While Georgia Power did not give more detail on the number of projects they would be able to carry out with this money, Tait believes “a good amount can be done with $160 million.”

But he also said this should have been done a long time ago.

“Utilities are very reticent and gun-shy about new technology, there is a cultural component of not taking risks that is deep in their DNA,” Tait said. “I’m hopeful these projects overcome some of that reticence of fear.”

Georgia Power is committed to sharing its insights and learnings with other utilities during the testing of this new technology and says it will have multiple community benefits, according to a Grid Deployment Office fact sheet. The company must deploy some of this technology in disadvantaged communities per the Justice40 Initiative, which set a goal that 40% of the overall benefits of federal investments flow to communities marginalized by under-investment and overburdened by pollution.
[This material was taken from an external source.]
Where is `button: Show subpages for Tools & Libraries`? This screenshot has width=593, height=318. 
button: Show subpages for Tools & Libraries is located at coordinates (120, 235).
Like Georgia Power, the Georgia Transmission Corporation will test a new method of electricity transmission. The Georgia Transmission Corporation is a not-for-profit cooperative owned by 38 Electric Membership Corporations (EMCs), owns more than 5,000 miles of transmission lines and delivers power to 4.5 million Georgians.

The transmission corporation will work with 11 other states – project partners – to build, rebuild, or re-conduct transmission lines using Advanced Overhead Conductors and then create a design guideline to be adopted and tested by other consortium members.

“This technology can push more current to double the capacity on an existing line without having to build a new one,” said Anne Lerner, public affairs director of Georgia Transmission Corporation. “If you can increase capacity you may not have to build another tower or lines, and it will help strengthen capacity and resiliency.”

Resilience to Extreme Weather

Other states received funding that the Department of Energy says will “harden the electric grid, to better face increasingly extreme weather.”

“We need our grid better adapted to storms like Hurricanes Helene and Milton – and other extreme climate disasters like the wildfires out west,” White House National Climate Advisor Ali Zaidi. “Today’s investment will do that. And today’s investment will lower energy costs and bolster grid resilience.

Hurricane Helene put 117 of the Georgia Transmission Corporation lines offline and nearly 200 substations, Lerner said in an email.

Electric transmission line collapsed from Hurricane Helene damage in Valdosta, Georgia. Workers work to repair seven days after the storm blew through the area. Oct. 4, 2024
Electric transmission line collapsed from Hurricane Helene damage in Valdosta, Georgia. Workers work to repair seven days after the storm blew through the area. Oct. 4, 2024 Kala Hunter

Georgia Power CEO, Kim Greene wrote in a Ledger-Enquirer op-ed more than 8,300 power poles, 350 transmission structures, 1,000 miles of power lines, and 4,500 transformers were damaged during Hurricane Helene. This caused 1.5 million Georgia power customers to go offline.

It is not clear how the Georgia projects will harness resilience to extreme weather. However, North Carolina funding recipient Randolph Electric Membership Corporation will improve service reliability to harden the grid, and reduce outages from severe weather events, according to the Department of Energy.

This story was originally published October 25, 2024 at 5:00 AM with the headline "The DOE is banking on Georgia electric companies to test new power grid technologies."

Kala Hunter
Columbus Ledger-Enquirer
Kala Hunter is a reporter covering climate change and environmental news in Columbus and throughout the state of Georgia. She has her master’s of science in journalism from Northwestern, Medill School of Journalism. She has her bachelor’s in environmental studies from Fort Lewis College in Colorado. She’s worked in green infrastructure in California and Nevada. Her work appears in the Bulletin of Atomic Science, Chicago Health Magazine, and Illinois Latino News Network.